“You were protecting an inheritance.”
I pointed to the name on the birth certificate.
“Thomas. R.” Then I pulled out my own birth certificate and set it on the desk. I pointed to my father’s name. “Thomas. R. Born on the same day as Eleanor’s son. It can’t be a coincidence.”
Halsey looked at me gently. “Your father was Eleanor’s son.”
I nodded. “He died when I was twenty.”
I understood now why Eleanor’s words had always landed somewhere deeper than they should have.
I pointed to the name on the birth certificate.
Why being in her kitchen had felt like coming home before I ever knew the place.

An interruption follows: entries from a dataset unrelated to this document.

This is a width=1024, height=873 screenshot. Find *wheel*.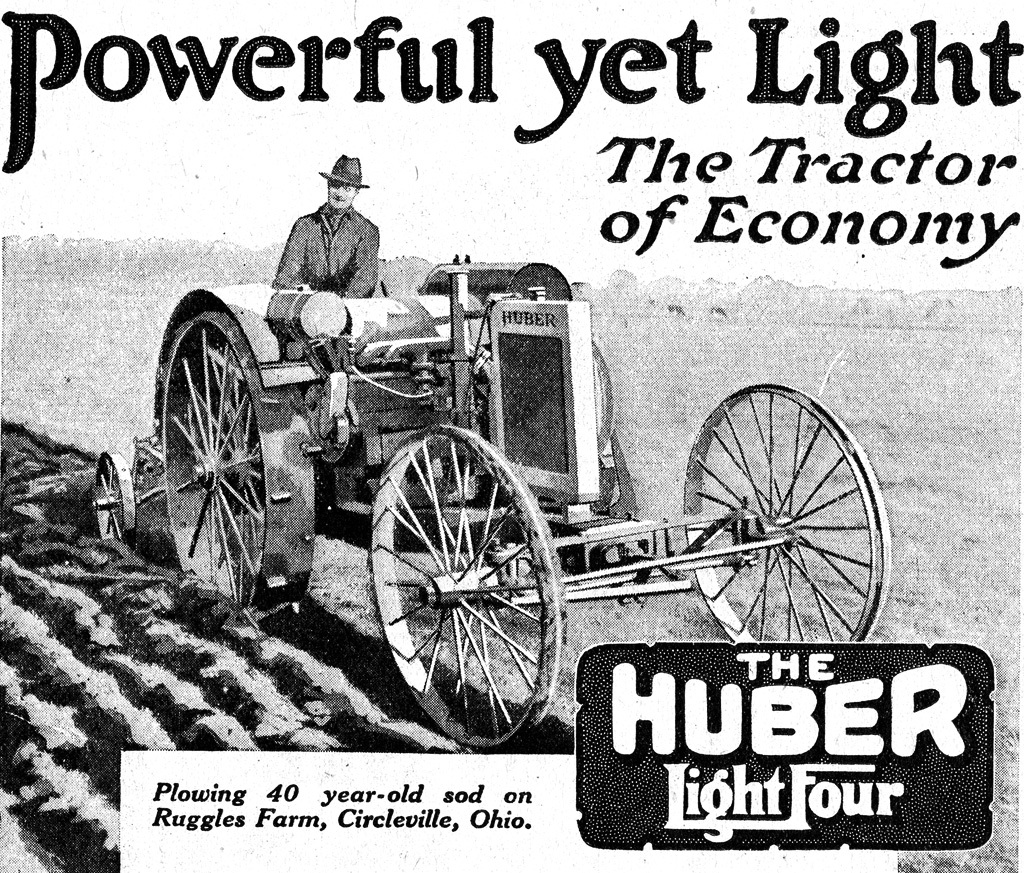
Bounding box: bbox=(683, 381, 894, 647).
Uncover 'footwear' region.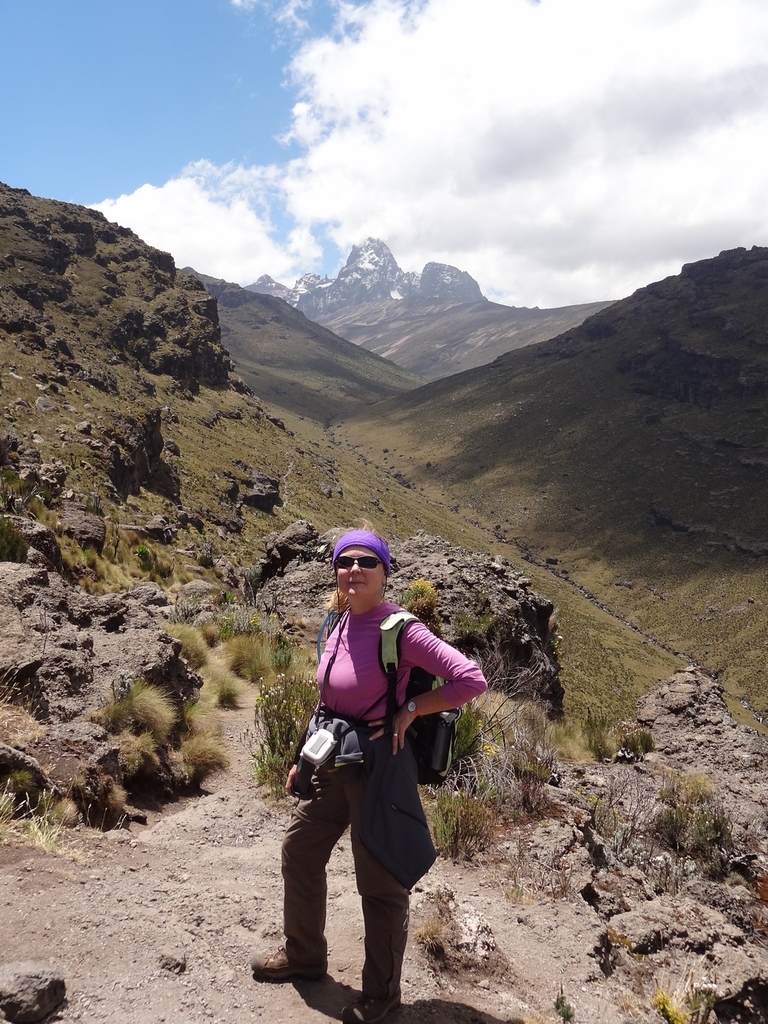
Uncovered: <box>358,984,405,1023</box>.
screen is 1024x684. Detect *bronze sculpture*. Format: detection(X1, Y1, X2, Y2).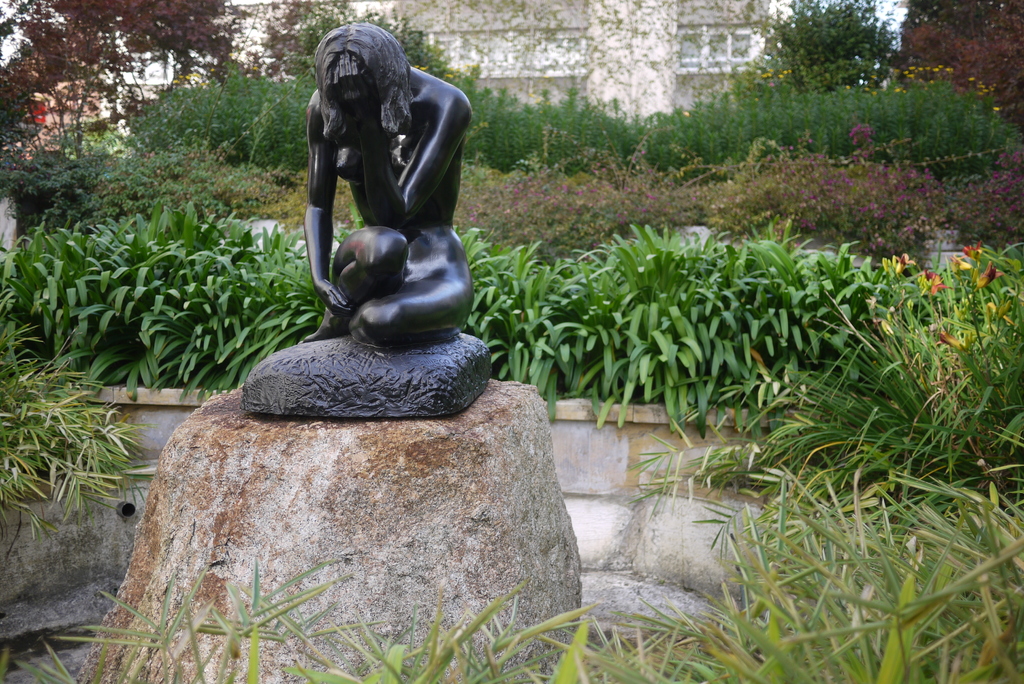
detection(249, 29, 497, 416).
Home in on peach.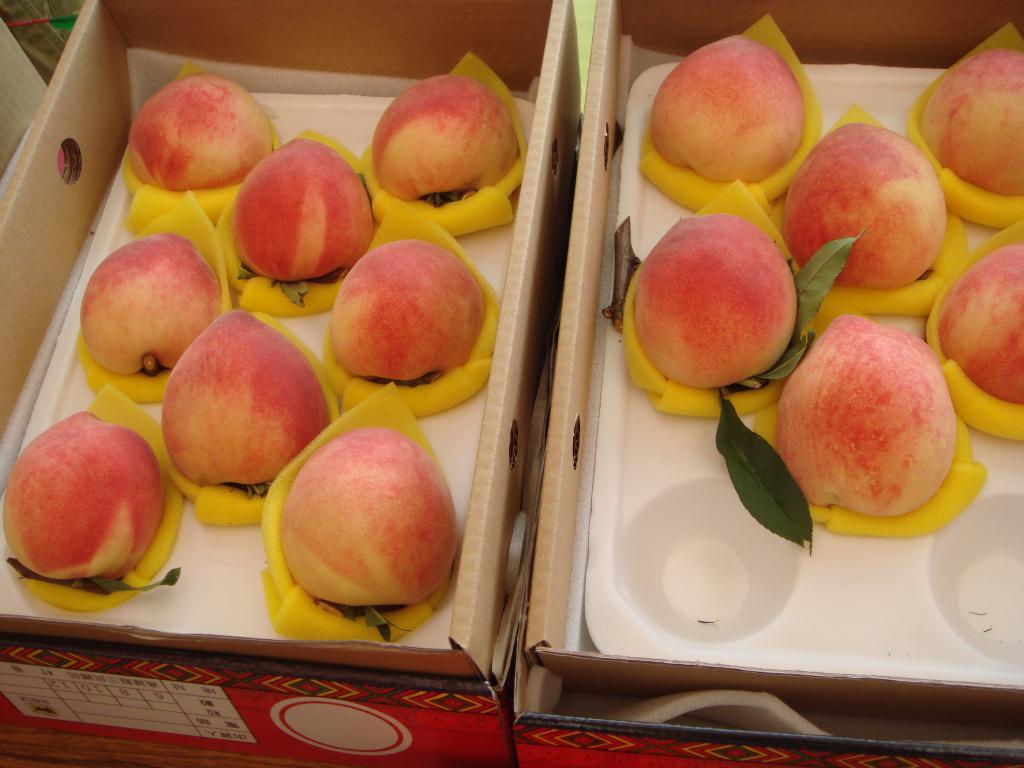
Homed in at x1=922, y1=49, x2=1023, y2=195.
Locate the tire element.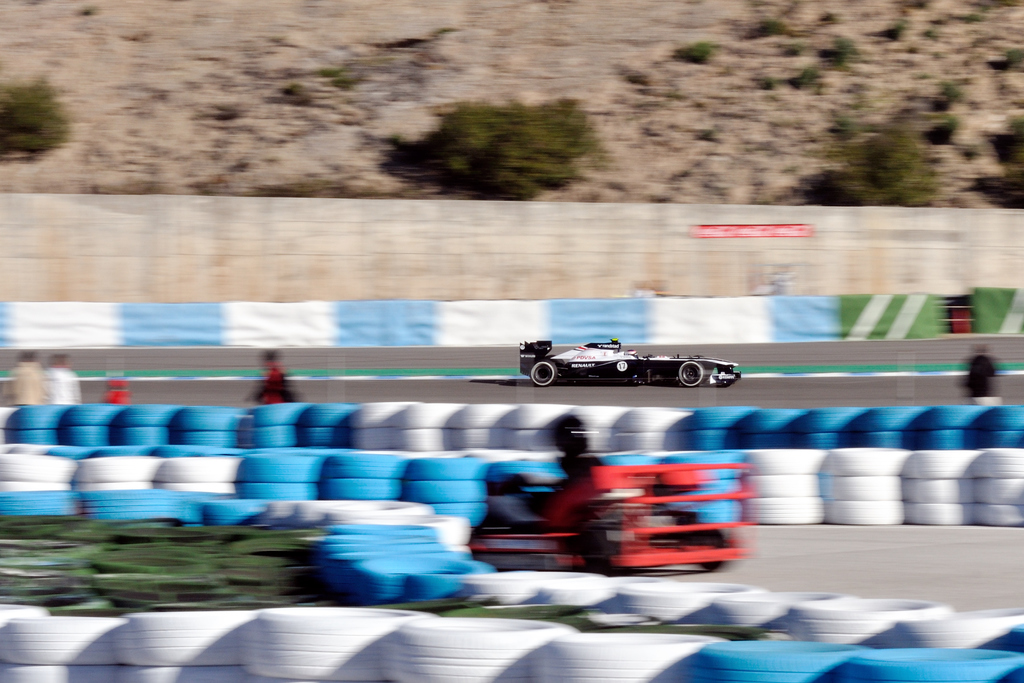
Element bbox: l=675, t=361, r=712, b=386.
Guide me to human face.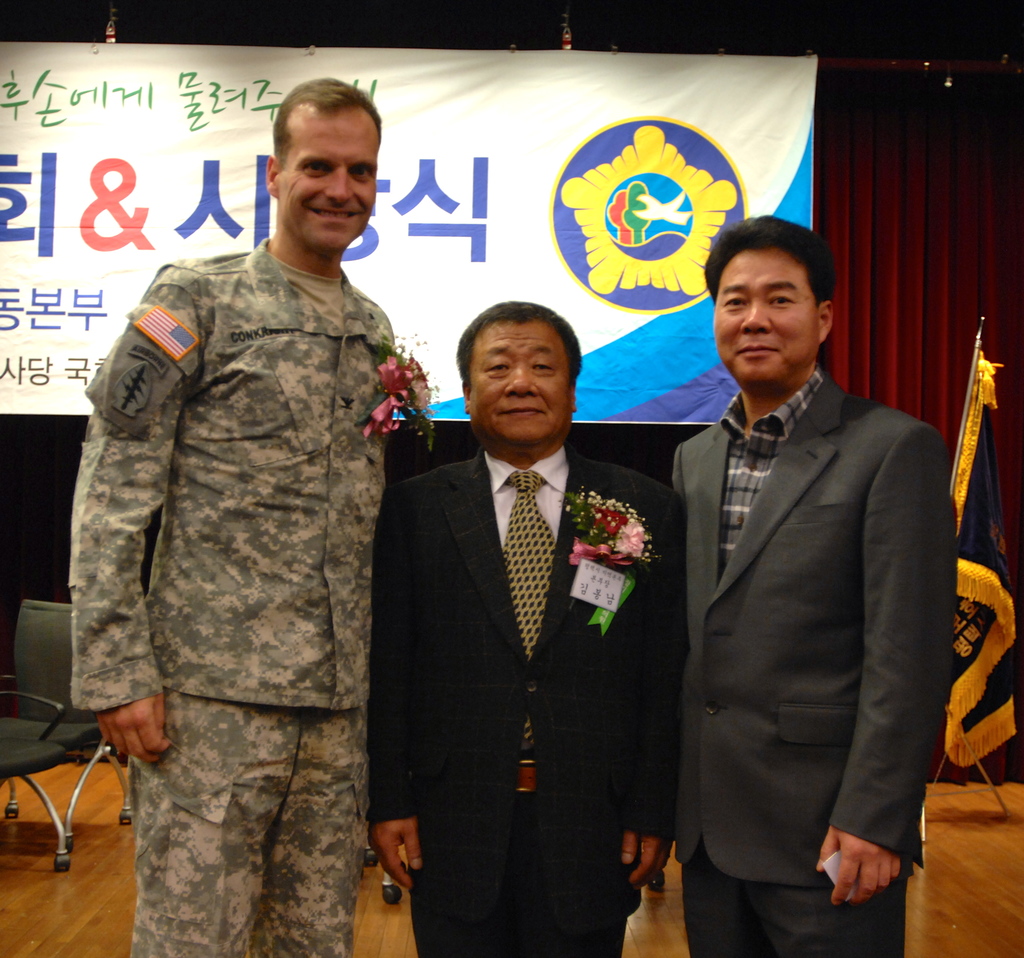
Guidance: Rect(713, 248, 819, 384).
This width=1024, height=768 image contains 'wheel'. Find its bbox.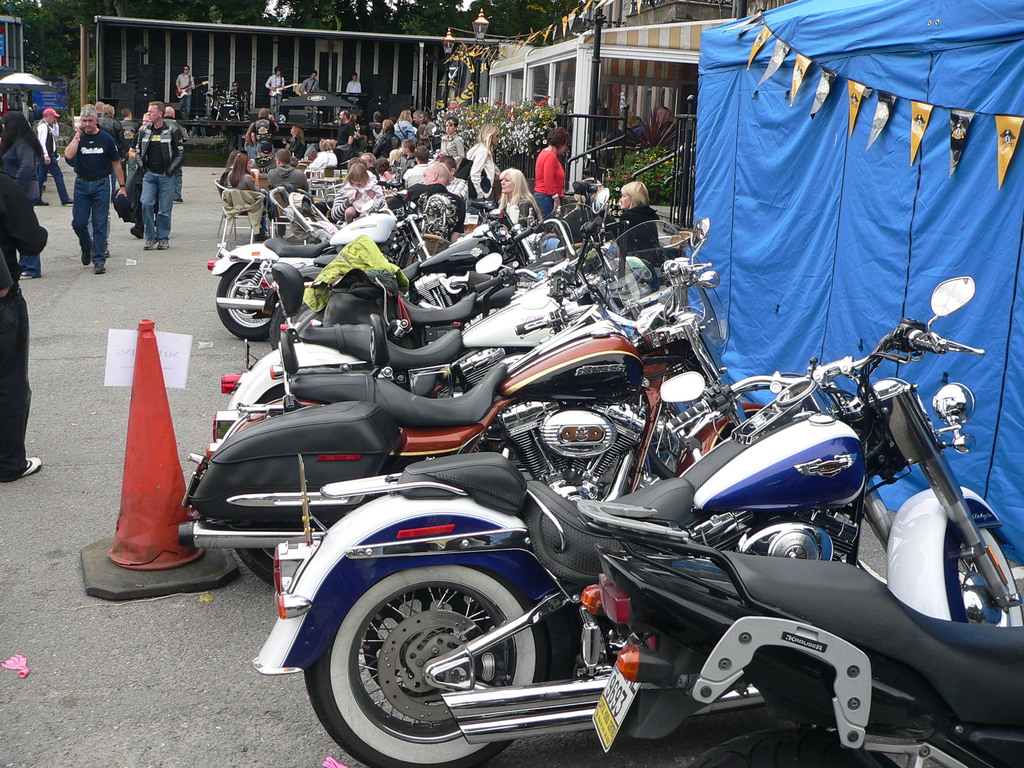
select_region(690, 709, 895, 767).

I hadn’t spent four years caring for a lonely widow.
I’d spent four years caring for my grandmother.
And neither of us had known.
Joanne covered her mouth and began to cry.
Marlene sank into a chair.
Being in her kitchen had felt like coming home.
“You knew there had been a child,” Joanne said to her sister. “You let her spend her whole life searching.”
Marlene stared at the floor.
For once, she had nothing to say.
***
Months later, I sat in Eleanor’s yellow kitchen.
The sewing machine rested on the table, polished, its gold letters catching the light.
“You let her spend her whole life searching.”
Beside it stood two photographs.
One of Eleanor, and one of my father as a boy.
Outside, rain tapped softly against the windows.
I never got to tell her the truth.
But she had found her family after all.